Monday, September 11, 2006

9/11--no need to remind me

It's the fifth anniversary of the World Trade Center terrorist attack. The second attack actually. I was in both of them.

In the first one, 1992 I think, I marched down 67 flights of a dark, smokey stairwell from my office in 2 World Trade. Fortunately I had a little flashlight in my briefcase.

On 9/11, though, I had a different job, and I was working across the street from 7 World Trade. I don't need any memorials, let alone bogus docu-dramas, to remind me of what happened. What I saw was too horrible to forget.

Personally, I fared pretty well, though. We were evacuated between the two towers coming down, and I wasn't caught in either dust cloud. Despite having worked in the Trade Center until 1998, I didn't know anyone who was killed there. My old company got just about everyone out safely, and all the rest of the people I knew who worked in the Trade Center also got out. Afterwards I got to work from home for a few weeks (which I liked), and then in a temporary office in midtown for several months more. Eventually my company returned downtown, to the same building. It was always weird going down there, with the towers gone and so many businesses closed.

A recent poll found that a majority of Americans thought 9/11 was more significant to the country than Pearl Harbor--which means a majority of Americans know little of history. As the article pointed out, there was a generation gap here--voters 18-34 were the most ignorant. But I guess it's understandable--people want to think what they are going through is the most important time in history. But heightened security for air travel, and for getting into buildings, is nothing compared to what happened after Pearl Harbor. The "War on Terror," as the Bushites like to call it, will never have more than a tiny percentage of the casualties of World War II--even if you include Bush's War of the Saddam Obsession. We don't even have a draft now, let alone the rationing of meat, gasoline, and I think sugar, that Americans experienced then.

But getting back to today, I'll be avoiding all the memorial TV shows, movies, newspaper and internet articles. I don't need them to remember--as much as I would like to forget.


Task objective: Repeat, exactly and completely, the entries shown underneath.

[Start of Attachment]

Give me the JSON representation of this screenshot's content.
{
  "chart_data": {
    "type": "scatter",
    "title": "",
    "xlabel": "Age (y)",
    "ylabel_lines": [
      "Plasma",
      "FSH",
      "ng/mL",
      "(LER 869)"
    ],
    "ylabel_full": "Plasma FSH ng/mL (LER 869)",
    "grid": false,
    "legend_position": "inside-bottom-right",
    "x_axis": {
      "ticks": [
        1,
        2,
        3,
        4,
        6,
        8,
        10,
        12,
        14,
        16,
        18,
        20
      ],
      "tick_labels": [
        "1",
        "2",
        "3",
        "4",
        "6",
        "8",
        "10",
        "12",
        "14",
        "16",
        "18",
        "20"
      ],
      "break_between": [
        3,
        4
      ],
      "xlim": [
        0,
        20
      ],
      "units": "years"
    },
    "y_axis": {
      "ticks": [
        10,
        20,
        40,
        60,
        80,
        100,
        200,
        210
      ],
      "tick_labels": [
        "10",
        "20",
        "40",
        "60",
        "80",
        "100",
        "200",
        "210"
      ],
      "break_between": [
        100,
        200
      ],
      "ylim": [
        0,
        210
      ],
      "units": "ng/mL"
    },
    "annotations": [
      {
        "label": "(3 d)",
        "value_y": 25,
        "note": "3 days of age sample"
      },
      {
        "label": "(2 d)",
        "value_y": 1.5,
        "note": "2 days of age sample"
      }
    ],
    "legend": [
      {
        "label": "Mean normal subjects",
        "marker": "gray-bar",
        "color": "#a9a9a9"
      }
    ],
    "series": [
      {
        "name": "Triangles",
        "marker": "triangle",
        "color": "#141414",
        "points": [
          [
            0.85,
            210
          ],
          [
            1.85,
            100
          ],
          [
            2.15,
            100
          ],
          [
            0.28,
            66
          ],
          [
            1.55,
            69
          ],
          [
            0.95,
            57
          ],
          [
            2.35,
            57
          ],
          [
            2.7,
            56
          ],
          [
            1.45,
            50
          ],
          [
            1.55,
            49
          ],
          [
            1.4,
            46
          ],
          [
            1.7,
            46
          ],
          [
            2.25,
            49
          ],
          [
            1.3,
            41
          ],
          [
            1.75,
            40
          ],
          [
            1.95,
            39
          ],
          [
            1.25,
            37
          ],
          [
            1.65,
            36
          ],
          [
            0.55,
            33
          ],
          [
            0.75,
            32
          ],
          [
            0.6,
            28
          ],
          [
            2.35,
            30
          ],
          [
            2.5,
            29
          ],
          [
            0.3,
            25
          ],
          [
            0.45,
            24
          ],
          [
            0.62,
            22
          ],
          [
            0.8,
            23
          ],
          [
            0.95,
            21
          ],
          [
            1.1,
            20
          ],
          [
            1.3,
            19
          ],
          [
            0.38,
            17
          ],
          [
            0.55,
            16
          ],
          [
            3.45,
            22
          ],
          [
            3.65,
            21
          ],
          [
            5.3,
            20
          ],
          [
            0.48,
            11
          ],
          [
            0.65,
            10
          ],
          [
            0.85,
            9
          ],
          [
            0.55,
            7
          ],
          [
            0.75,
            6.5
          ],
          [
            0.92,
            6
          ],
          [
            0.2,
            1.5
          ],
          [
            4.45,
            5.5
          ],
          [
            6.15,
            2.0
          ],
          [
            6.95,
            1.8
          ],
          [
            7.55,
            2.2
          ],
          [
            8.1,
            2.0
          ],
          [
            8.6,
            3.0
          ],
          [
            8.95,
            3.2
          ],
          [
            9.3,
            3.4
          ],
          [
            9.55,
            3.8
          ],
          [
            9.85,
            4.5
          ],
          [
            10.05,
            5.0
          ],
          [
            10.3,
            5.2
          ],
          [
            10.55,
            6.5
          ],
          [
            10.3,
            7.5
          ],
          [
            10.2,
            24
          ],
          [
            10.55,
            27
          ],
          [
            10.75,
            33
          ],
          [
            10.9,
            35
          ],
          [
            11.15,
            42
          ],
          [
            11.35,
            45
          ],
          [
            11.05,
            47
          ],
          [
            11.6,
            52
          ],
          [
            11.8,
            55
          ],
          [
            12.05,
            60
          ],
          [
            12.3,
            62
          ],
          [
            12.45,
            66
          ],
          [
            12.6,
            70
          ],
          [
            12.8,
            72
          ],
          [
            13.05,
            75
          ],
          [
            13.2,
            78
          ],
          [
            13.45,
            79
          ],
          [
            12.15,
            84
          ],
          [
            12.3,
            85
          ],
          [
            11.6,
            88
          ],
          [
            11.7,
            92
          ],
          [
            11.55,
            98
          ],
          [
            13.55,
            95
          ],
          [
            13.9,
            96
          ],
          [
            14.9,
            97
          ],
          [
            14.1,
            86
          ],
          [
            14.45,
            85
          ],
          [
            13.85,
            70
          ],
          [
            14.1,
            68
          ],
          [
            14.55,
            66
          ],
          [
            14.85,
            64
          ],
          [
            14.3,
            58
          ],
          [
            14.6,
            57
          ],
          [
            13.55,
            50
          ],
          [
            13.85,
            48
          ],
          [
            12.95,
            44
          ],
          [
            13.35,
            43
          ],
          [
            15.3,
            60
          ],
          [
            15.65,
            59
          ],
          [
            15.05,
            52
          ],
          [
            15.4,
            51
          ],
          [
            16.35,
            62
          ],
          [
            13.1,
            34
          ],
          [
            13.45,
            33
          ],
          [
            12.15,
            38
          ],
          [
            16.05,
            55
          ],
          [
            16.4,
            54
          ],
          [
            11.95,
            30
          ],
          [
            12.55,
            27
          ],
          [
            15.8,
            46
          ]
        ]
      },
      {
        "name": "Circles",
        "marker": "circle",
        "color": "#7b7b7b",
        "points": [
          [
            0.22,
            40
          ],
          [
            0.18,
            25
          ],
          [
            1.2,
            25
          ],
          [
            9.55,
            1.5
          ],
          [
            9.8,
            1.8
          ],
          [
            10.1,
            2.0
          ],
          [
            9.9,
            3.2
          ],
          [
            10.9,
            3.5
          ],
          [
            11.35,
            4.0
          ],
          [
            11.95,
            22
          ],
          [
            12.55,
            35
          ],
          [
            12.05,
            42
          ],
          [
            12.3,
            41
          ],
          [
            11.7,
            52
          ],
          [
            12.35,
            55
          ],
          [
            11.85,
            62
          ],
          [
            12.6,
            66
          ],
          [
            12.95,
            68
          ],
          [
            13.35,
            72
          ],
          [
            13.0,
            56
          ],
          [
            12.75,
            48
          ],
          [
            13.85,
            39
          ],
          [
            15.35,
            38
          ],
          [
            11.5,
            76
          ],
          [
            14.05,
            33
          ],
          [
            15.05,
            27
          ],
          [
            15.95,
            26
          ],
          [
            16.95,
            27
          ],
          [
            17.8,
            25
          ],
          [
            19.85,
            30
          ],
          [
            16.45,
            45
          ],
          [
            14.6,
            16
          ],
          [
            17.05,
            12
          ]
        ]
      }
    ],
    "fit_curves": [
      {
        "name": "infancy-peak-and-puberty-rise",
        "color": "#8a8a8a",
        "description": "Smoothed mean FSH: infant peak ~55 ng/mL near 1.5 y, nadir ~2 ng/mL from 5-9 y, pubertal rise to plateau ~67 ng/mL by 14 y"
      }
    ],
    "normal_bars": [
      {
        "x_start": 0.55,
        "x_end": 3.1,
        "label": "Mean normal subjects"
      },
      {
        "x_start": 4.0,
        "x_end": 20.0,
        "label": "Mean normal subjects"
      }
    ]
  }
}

[End of Attachment]

Response below:
Give me the JSON representation of this screenshot's content.
{
  "chart_data": {
    "type": "scatter",
    "title": "",
    "xlabel": "Age (y)",
    "ylabel_lines": [
      "Plasma",
      "FSH",
      "ng/mL",
      "(LER 869)"
    ],
    "ylabel_full": "Plasma FSH ng/mL (LER 869)",
    "grid": false,
    "legend_position": "inside-bottom-right",
    "x_axis": {
      "ticks": [
        1,
        2,
        3,
        4,
        6,
        8,
        10,
        12,
        14,
        16,
        18,
        20
      ],
      "tick_labels": [
        "1",
        "2",
        "3",
        "4",
        "6",
        "8",
        "10",
        "12",
        "14",
        "16",
        "18",
        "20"
      ],
      "break_between": [
        3,
        4
      ],
      "xlim": [
        0,
        20
      ],
      "units": "years"
    },
    "y_axis": {
      "ticks": [
        10,
        20,
        40,
        60,
        80,
        100,
        200,
        210
      ],
      "tick_labels": [
        "10",
        "20",
        "40",
        "60",
        "80",
        "100",
        "200",
        "210"
      ],
      "break_between": [
        100,
        200
      ],
      "ylim": [
        0,
        210
      ],
      "units": "ng/mL"
    },
    "annotations": [
      {
        "label": "(3 d)",
        "value_y": 25,
        "note": "3 days of age sample"
      },
      {
        "label": "(2 d)",
        "value_y": 1.5,
        "note": "2 days of age sample"
      }
    ],
    "legend": [
      {
        "label": "Mean normal subjects",
        "marker": "gray-bar",
        "color": "#a9a9a9"
      }
    ],
    "series": [
      {
        "name": "Triangles",
        "marker": "triangle",
        "color": "#141414",
        "points": [
          [
            0.85,
            210
          ],
          [
            1.85,
            100
          ],
          [
            2.15,
            100
          ],
          [
            0.28,
            66
          ],
          [
            1.55,
            69
          ],
          [
            0.95,
            57
          ],
          [
            2.35,
            57
          ],
          [
            2.7,
            56
          ],
          [
            1.45,
            50
          ],
          [
            1.55,
            49
          ],
          [
            1.4,
            46
          ],
          [
            1.7,
            46
          ],
          [
            2.25,
            49
          ],
          [
            1.3,
            41
          ],
          [
            1.75,
            40
          ],
          [
            1.95,
            39
          ],
          [
            1.25,
            37
          ],
          [
            1.65,
            36
          ],
          [
            0.55,
            33
          ],
          [
            0.75,
            32
          ],
          [
            0.6,
            28
          ],
          [
            2.35,
            30
          ],
          [
            2.5,
            29
          ],
          [
            0.3,
            25
          ],
          [
            0.45,
            24
          ],
          [
            0.62,
            22
          ],
          [
            0.8,
            23
          ],
          [
            0.95,
            21
          ],
          [
            1.1,
            20
          ],
          [
            1.3,
            19
          ],
          [
            0.38,
            17
          ],
          [
            0.55,
            16
          ],
          [
            3.45,
            22
          ],
          [
            3.65,
            21
          ],
          [
            5.3,
            20
          ],
          [
            0.48,
            11
          ],
          [
            0.65,
            10
          ],
          [
            0.85,
            9
          ],
          [
            0.55,
            7
          ],
          [
            0.75,
            6.5
          ],
          [
            0.92,
            6
          ],
          [
            0.2,
            1.5
          ],
          [
            4.45,
            5.5
          ],
          [
            6.15,
            2.0
          ],
          [
            6.95,
            1.8
          ],
          [
            7.55,
            2.2
          ],
          [
            8.1,
            2.0
          ],
          [
            8.6,
            3.0
          ],
          [
            8.95,
            3.2
          ],
          [
            9.3,
            3.4
          ],
          [
            9.55,
            3.8
          ],
          [
            9.85,
            4.5
          ],
          [
            10.05,
            5.0
          ],
          [
            10.3,
            5.2
          ],
          [
            10.55,
            6.5
          ],
          [
            10.3,
            7.5
          ],
          [
            10.2,
            24
          ],
          [
            10.55,
            27
          ],
          [
            10.75,
            33
          ],
          [
            10.9,
            35
          ],
          [
            11.15,
            42
          ],
          [
            11.35,
            45
          ],
          [
            11.05,
            47
          ],
          [
            11.6,
            52
          ],
          [
            11.8,
            55
          ],
          [
            12.05,
            60
          ],
          [
            12.3,
            62
          ],
          [
            12.45,
            66
          ],
          [
            12.6,
            70
          ],
          [
            12.8,
            72
          ],
          [
            13.05,
            75
          ],
          [
            13.2,
            78
          ],
          [
            13.45,
            79
          ],
          [
            12.15,
            84
          ],
          [
            12.3,
            85
          ],
          [
            11.6,
            88
          ],
          [
            11.7,
            92
          ],
          [
            11.55,
            98
          ],
          [
            13.55,
            95
          ],
          [
            13.9,
            96
          ],
          [
            14.9,
            97
          ],
          [
            14.1,
            86
          ],
          [
            14.45,
            85
          ],
          [
            13.85,
            70
          ],
          [
            14.1,
            68
          ],
          [
            14.55,
            66
          ],
          [
            14.85,
            64
          ],
          [
            14.3,
            58
          ],
          [
            14.6,
            57
          ],
          [
            13.55,
            50
          ],
          [
            13.85,
            48
          ],
          [
            12.95,
            44
          ],
          [
            13.35,
            43
          ],
          [
            15.3,
            60
          ],
          [
            15.65,
            59
          ],
          [
            15.05,
            52
          ],
          [
            15.4,
            51
          ],
          [
            16.35,
            62
          ],
          [
            13.1,
            34
          ],
          [
            13.45,
            33
          ],
          [
            12.15,
            38
          ],
          [
            16.05,
            55
          ],
          [
            16.4,
            54
          ],
          [
            11.95,
            30
          ],
          [
            12.55,
            27
          ],
          [
            15.8,
            46
          ]
        ]
      },
      {
        "name": "Circles",
        "marker": "circle",
        "color": "#7b7b7b",
        "points": [
          [
            0.22,
            40
          ],
          [
            0.18,
            25
          ],
          [
            1.2,
            25
          ],
          [
            9.55,
            1.5
          ],
          [
            9.8,
            1.8
          ],
          [
            10.1,
            2.0
          ],
          [
            9.9,
            3.2
          ],
          [
            10.9,
            3.5
          ],
          [
            11.35,
            4.0
          ],
          [
            11.95,
            22
          ],
          [
            12.55,
            35
          ],
          [
            12.05,
            42
          ],
          [
            12.3,
            41
          ],
          [
            11.7,
            52
          ],
          [
            12.35,
            55
          ],
          [
            11.85,
            62
          ],
          [
            12.6,
            66
          ],
          [
            12.95,
            68
          ],
          [
            13.35,
            72
          ],
          [
            13.0,
            56
          ],
          [
            12.75,
            48
          ],
          [
            13.85,
            39
          ],
          [
            15.35,
            38
          ],
          [
            11.5,
            76
          ],
          [
            14.05,
            33
          ],
          [
            15.05,
            27
          ],
          [
            15.95,
            26
          ],
          [
            16.95,
            27
          ],
          [
            17.8,
            25
          ],
          [
            19.85,
            30
          ],
          [
            16.45,
            45
          ],
          [
            14.6,
            16
          ],
          [
            17.05,
            12
          ]
        ]
      }
    ],
    "fit_curves": [
      {
        "name": "infancy-peak-and-puberty-rise",
        "color": "#8a8a8a",
        "description": "Smoothed mean FSH: infant peak ~55 ng/mL near 1.5 y, nadir ~2 ng/mL from 5-9 y, pubertal rise to plateau ~67 ng/mL by 14 y"
      }
    ],
    "normal_bars": [
      {
        "x_start": 0.55,
        "x_end": 3.1,
        "label": "Mean normal subjects"
      },
      {
        "x_start": 4.0,
        "x_end": 20.0,
        "label": "Mean normal subjects"
      }
    ]
  }
}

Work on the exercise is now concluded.